Work required: When you restate the data, keep every word as it is and drop the images.

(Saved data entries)

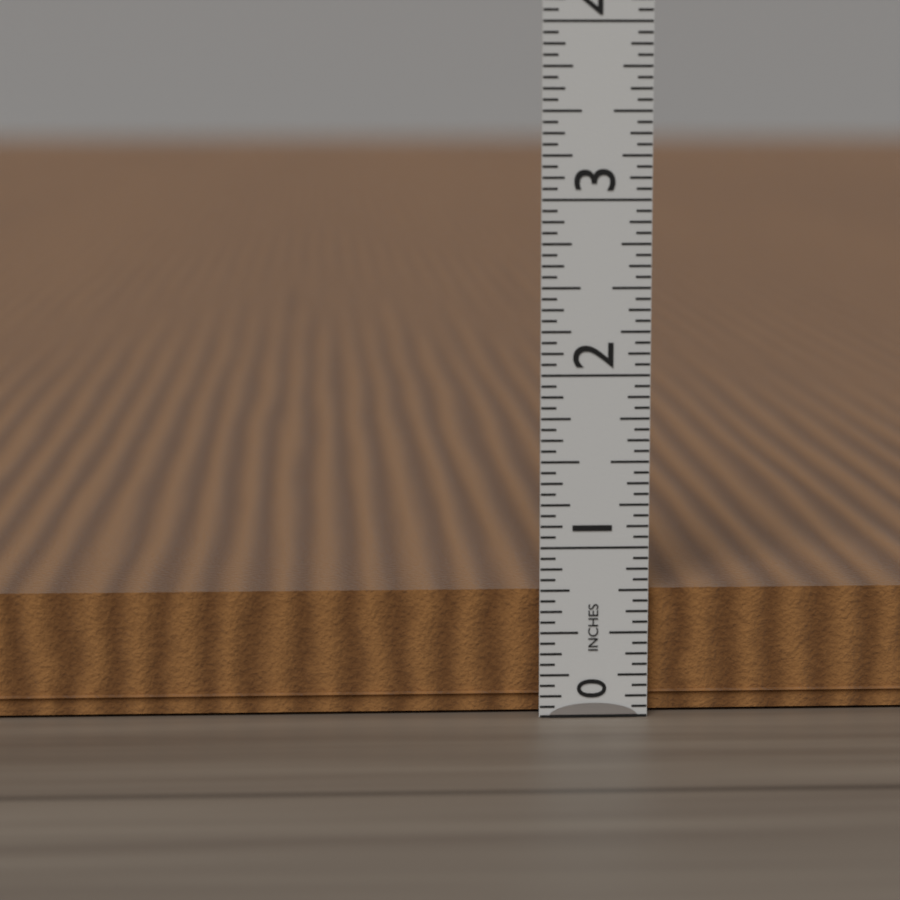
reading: 0.7500 in
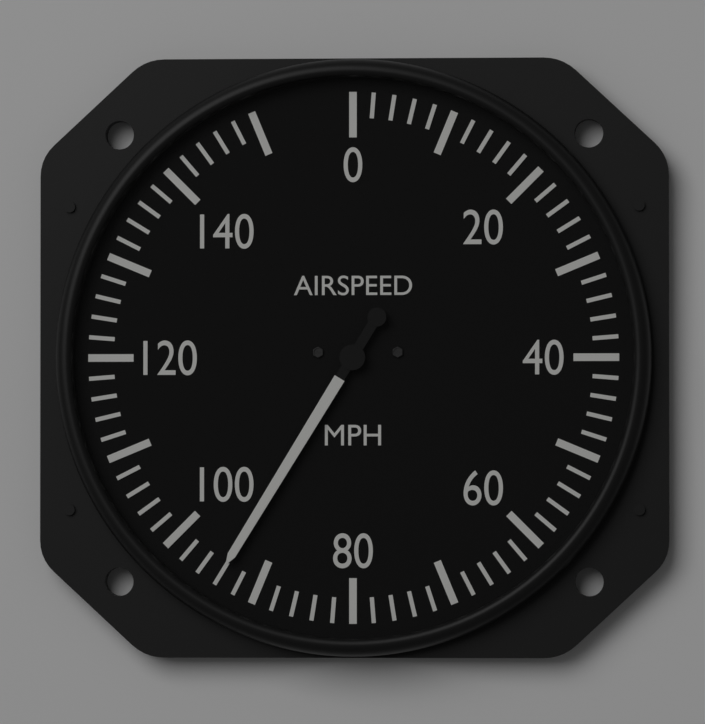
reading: 94 mph
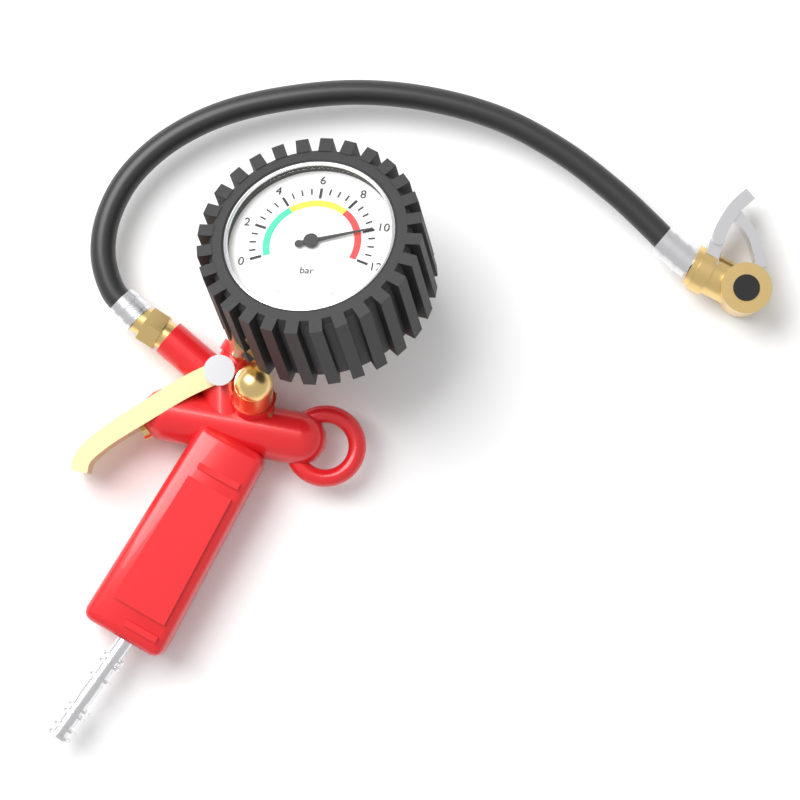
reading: 10.0 bar
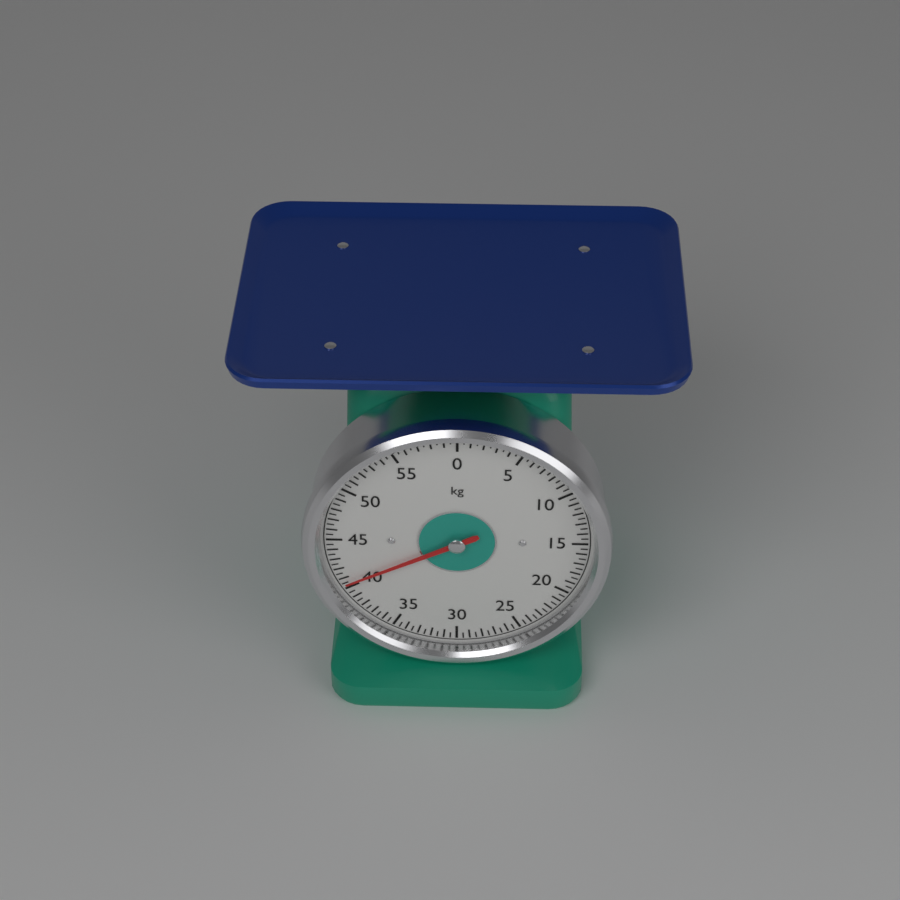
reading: 40.5 kg
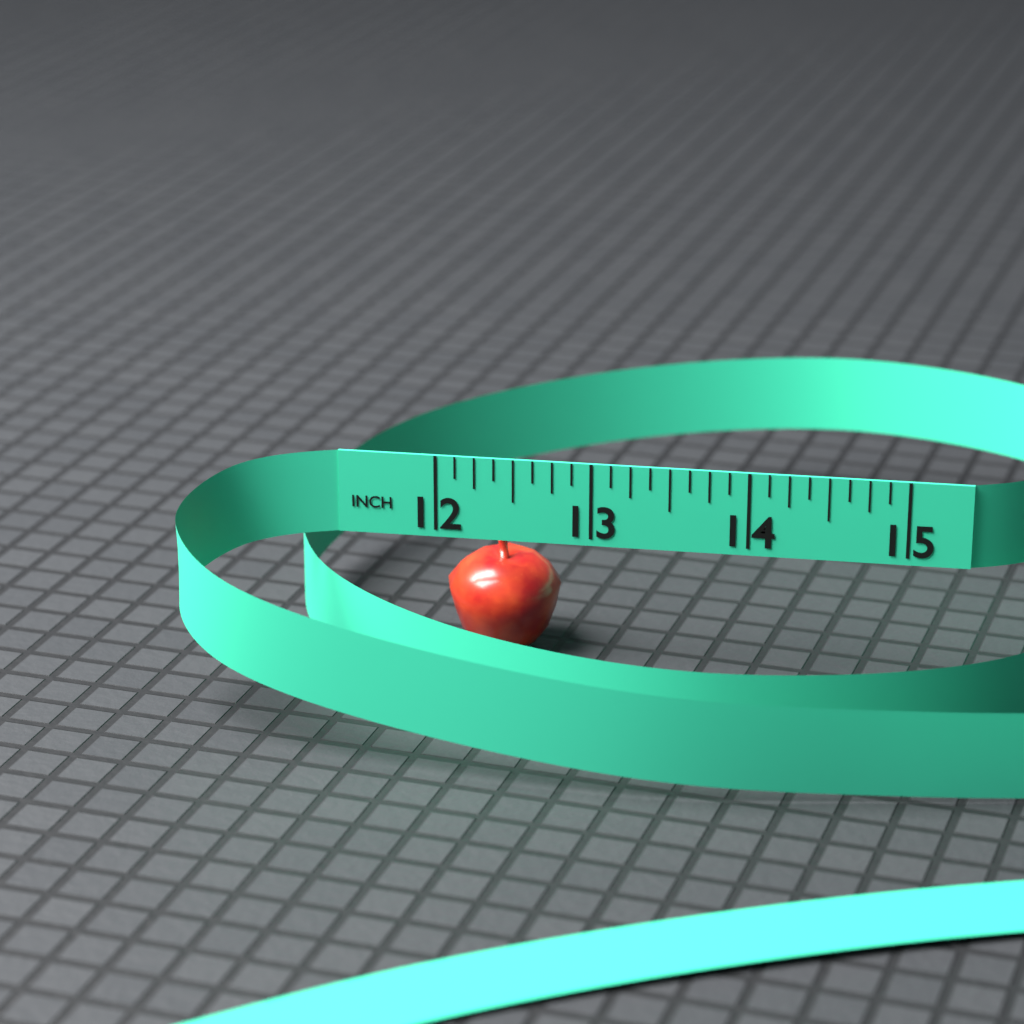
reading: 12.750 in
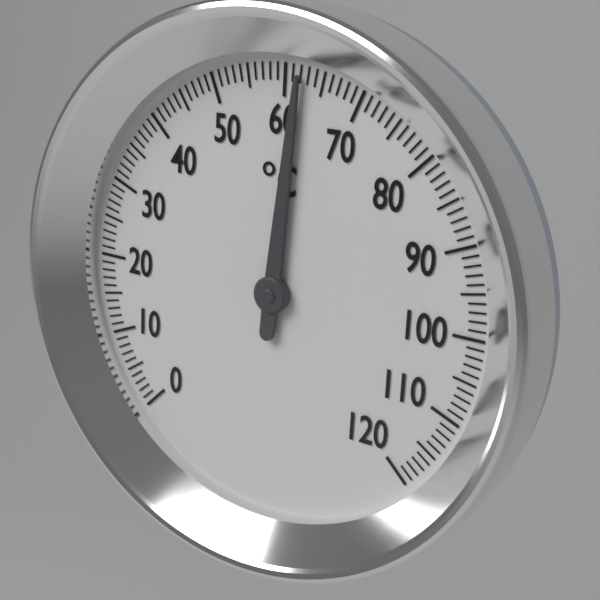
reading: 62 °C
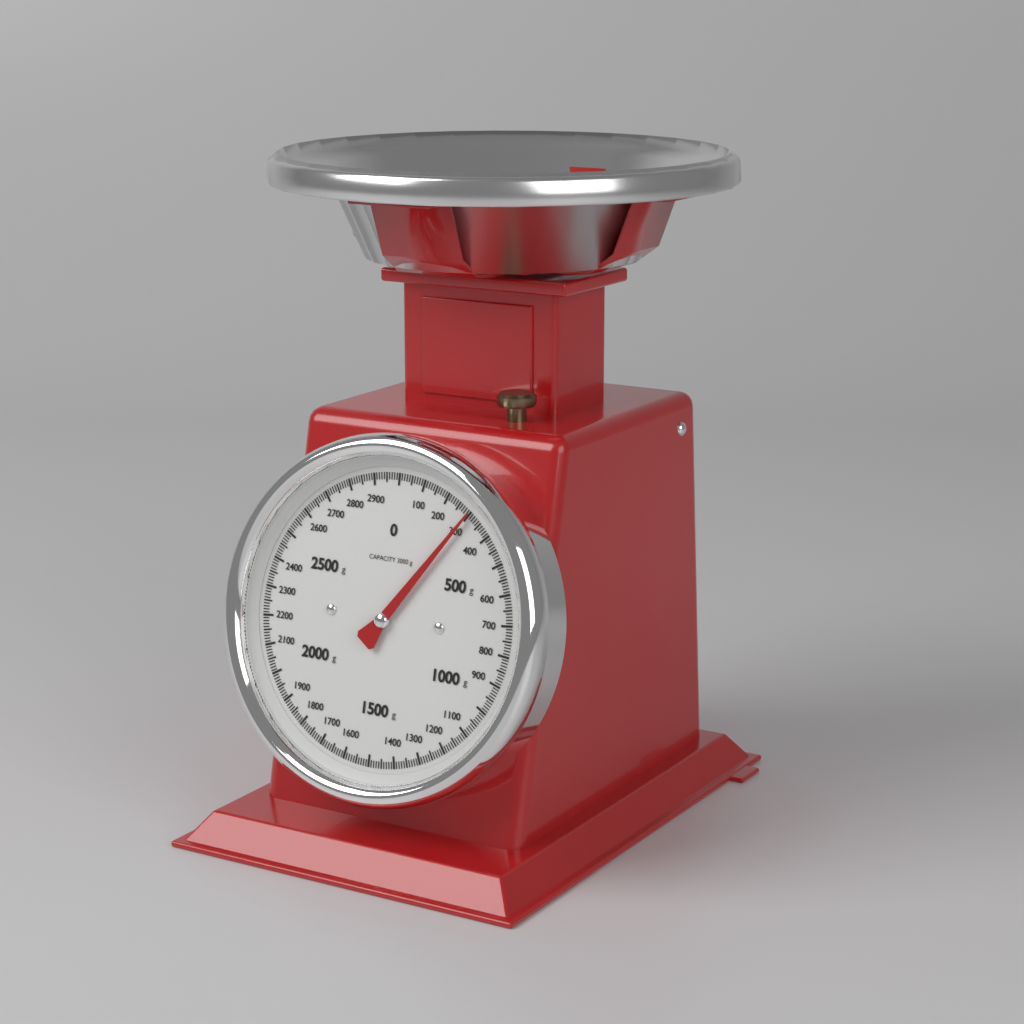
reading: 300 g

Answer for this exercise:
reading: 0.7500 in
reading: 94 mph
reading: 10.0 bar
reading: 40.5 kg
reading: 12.750 in
reading: 62 °C
reading: 300 g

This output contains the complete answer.